Richmond Times-Dispatch, 10 Mar 1997: "VIRGINIA BEACH -- The remains
of  Capt. Adam Thoroughgood, the 17th-century founding father of
Virginia Beach, lie deep and nearly forgotten in the muck of the
Lynnhaven River, in the shadow of an expensive new subdivision. . . .
"The seventh son of an Anglican vicar, he first sailed from England to
Virginia in 1621 as an indentured servant. After fulfilling his
duties, he returned to England and set out recruiting people to help
colonize the New World.
"He delivered 105 colonists to the frontier zone that's now Virginia
Beach.
"Thoroughgood was rewarded by the government of England with a grant
of 5,350 choice acres -- 50 acres per recruit, including himself and
his wife -- which made him one of the largest landowners in the
Tidewater area.
"He went on to hold virtually every important local public office
before dying in 1640 at age 36. He was buried, as he had requested, in
the cemetery of Lynnhaven Parish Church, which he helped establish on
a peninsula jutting into the Lynnhaven River. . . .
"Dr. Stephen Mansfield, president of the Princess Anne Historical
Society and dean of Virginia Wesleyan College in Virginia Beach,
. . . said the graves of Thoroughgood and others lie in the submerged
churchyard off Church Point, on the western side of the Lynnhaven's
Western Branch. There are unconfirmed accounts in history books of
swimmers in the river in the early 1800s reading the words on
submerged tombstones by running their toes across them. . . .
"Some of the people Thoroughgood brought to America are ancestors of
George Washington, George Mason, and Robert E. Lee."

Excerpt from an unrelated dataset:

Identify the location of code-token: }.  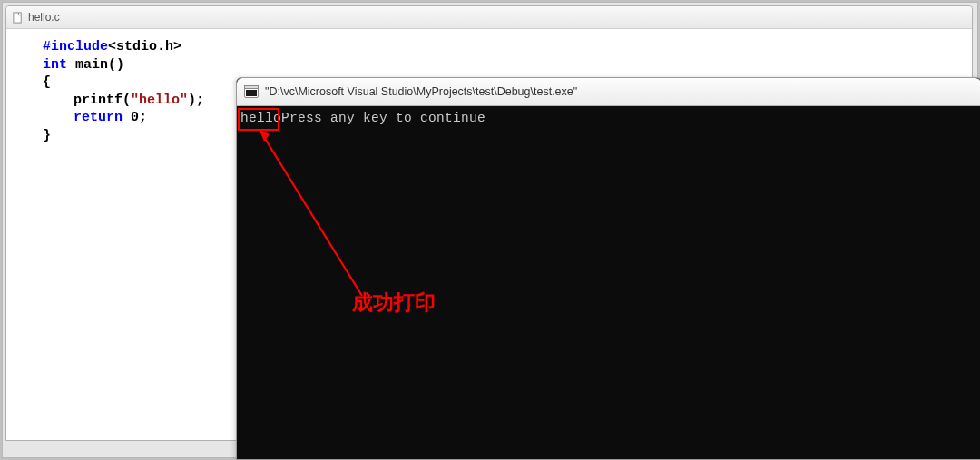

He must have died by 1639, as Norfolk Deed Book A, Mar. 4, 1639, 12,
gives an inventory of his livestock. Probably the actual date was
1639/40.

_Genealogies of Virginia Families from the Virginia Magazine of
History and Biography_ (Baltimore: Genealogical Publishing Co., 1981),
vol. 5, p. 543: "[Augustine Warner's] transportation into Virginia by
Adam Thoroughgood was due to his Norfolk County origin; for Adam
Thoroughgood, gentleman, was baptized in 1603 at St. Botolph's, the
parish church of Grimston, County of Norfolk, England, of which his
father had been appointed vicar in 1581. [_Adventurers of Purse and
Person_]. Their two families may well have been acquainted before
Warner came to Virginia with Thoroughgood in the _Hopewell_ in 1628,
the year that Thoroughgood returned from England with a wife and 33
other passengers whom he claimed as headrights along with others in
1635 [Land Office records at Richmond and _Cavaliers and Pioneers_]."

Many Thorogoods were born in London in the appropriate time frame,
some in the same parish as Offleys. They may be children of Adam's
possible brother Sir John, of Kensington.

Can anyone give me documentation of the relationship between Sir John
Thorowgood, claimed by Paul Nagel to be "a personal attendant upon
King Charles I", and Adam the immigrant? Nagel says in _The Lees of
Virginia_, p. 9, "Perhaps because of her father's connections, Anne
[Constable] became a ward of Sir John Thorowgood, a personal attendant
upon King Charles I. This affiliation would have made it easy for her
to know the family of Sir Francis Wyatt and to accompany them to North
America."

I have been unable to find any proof that the Constables and
Thoroughgoods were connected in any way. Nagel says his source was the
Lee Society (an undocumented paper delivered as a lecture by the
society's genealogist some years ago); the society says the lecture
did not cite a source for that datum. Can anyone help?